MarinHEAL Grantees

The Marin City Community Services District’s (CSD) Intergenerational Garden

For close to a decade, the Marin City Community Services District (CSD)’s Intergenerational garden served as a summer learning garden for youth attending CSD’s summer programs. The vision of two local elders – Terrie Green and Sharon Turner – who wanted to teach youth the importance of healthy eating, the garden started out as a container garden. Officially opening in the summer of 2025, the Intergenerational Garden is now complete with 19 planter beds, a small orchard and greenhouse. The garden is ADA accessible for Elders and residents living with physical disabilities Garden plots are offered to residents free of charge.  The summer programs continue to educate youth and incorporate intergenerational storytelling and knowledge transfer between elders and youth. The garden is a space for the many generations of the community to have meaningful interactions and deepen community relations.

The Intergenerational Garden is managed by a Master Gardener. It incorporates a youth stewardship program, recruiting middle schoolers and training them to support the garden manager by tending to the garden’s upkeep. The youth stewards also support the annual summer garden education program.

The summer garden program continues to train youth on nutrition and gardening skills through hands-on activities. Youth utilize the onsite greenhouse to observe the growth cycle of crops through the season and use containers to plant, harvest, and participate in cooking and tasting demos through the program. Each summer, over 70 students attend the annual program.

The MCCSD is planning major infrastructure upgrades to its indoor kitchen, to expand its capacity to prepare harvested produce and increase community capacity through a commercial kitchen. Production from the garden is regularly integrated into cooking demonstrations and community meals, utilizing culturally relevant produce. Elders share cultural practices around food with youth and families, providing an intergenerational exchange of knowledge.
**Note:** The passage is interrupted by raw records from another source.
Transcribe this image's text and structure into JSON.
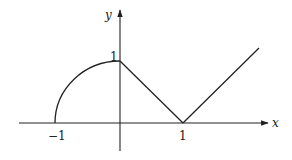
{
  "diagram": {
    "axes": {
      "x_label": "x",
      "y_label": "y"
    },
    "ticks": {
      "x_neg_one": "−1",
      "x_one": "1",
      "y_one": "1"
    },
    "colors": {
      "stroke": "#222222",
      "background": "#ffffff"
    }
  }
}
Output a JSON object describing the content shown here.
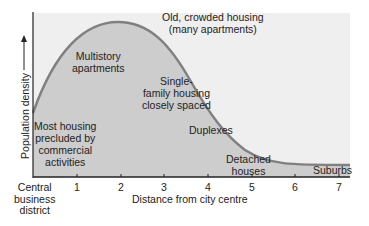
{
  "diagram": {
    "y_axis_label": "Population density",
    "x_axis_label": "Distance from city centre",
    "origin_label": [
      "Central",
      "business",
      "district"
    ],
    "x_ticks": [
      "1",
      "2",
      "3",
      "4",
      "5",
      "6",
      "7"
    ],
    "annotations": {
      "old_crowded": [
        "Old, crowded housing",
        "(many apartments)"
      ],
      "multistory": [
        "Multistory",
        "apartments"
      ],
      "single_family": [
        "Single-",
        "family housing",
        "closely spaced"
      ],
      "most_housing": [
        "Most housing",
        "precluded by",
        "commercial",
        "activities"
      ],
      "duplexes": "Duplexes",
      "detached": [
        "Detached",
        "houses"
      ],
      "suburbs": "Suburbs"
    },
    "colors": {
      "fill": "#cdcdcd",
      "curve": "#808080",
      "background": "#efefef",
      "axis": "#222222"
    }
  }
}
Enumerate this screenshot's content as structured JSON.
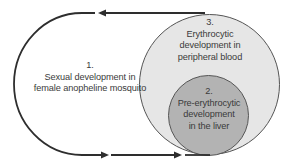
{
  "diagram": {
    "colors": {
      "line": "#2e2e2e",
      "outer_circle_fill": "#e6e6e6",
      "outer_circle_stroke": "#555555",
      "inner_circle_fill": "#b3b3b3",
      "inner_circle_stroke": "#555555",
      "text": "#3a3a3a"
    },
    "stages": [
      {
        "number": "1.",
        "lines": [
          "Sexual development in",
          "female anopheline mosquito"
        ]
      },
      {
        "number": "2.",
        "lines": [
          "Pre-erythrocytic",
          "development",
          "in the liver"
        ]
      },
      {
        "number": "3.",
        "lines": [
          "Erythrocytic",
          "development in",
          "peripheral blood"
        ]
      }
    ],
    "arrows": [
      {
        "direction": "left",
        "position": "top"
      },
      {
        "direction": "right",
        "position": "bottom-1"
      },
      {
        "direction": "right",
        "position": "bottom-2"
      }
    ]
  }
}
Plans for the garden include creation of a local farmer’s market, bringing production levels to expand plot capacity and offering it during monthly Marin City Market days; a farmers market style event hosted directly in front of the garden. MCCSD has plans to continue creating opportunities for multiple generations to share meals, tend the land, and grow alongside each other.

The garden is a space for the many generations of the community to have meaningful interactions and deepen community relations.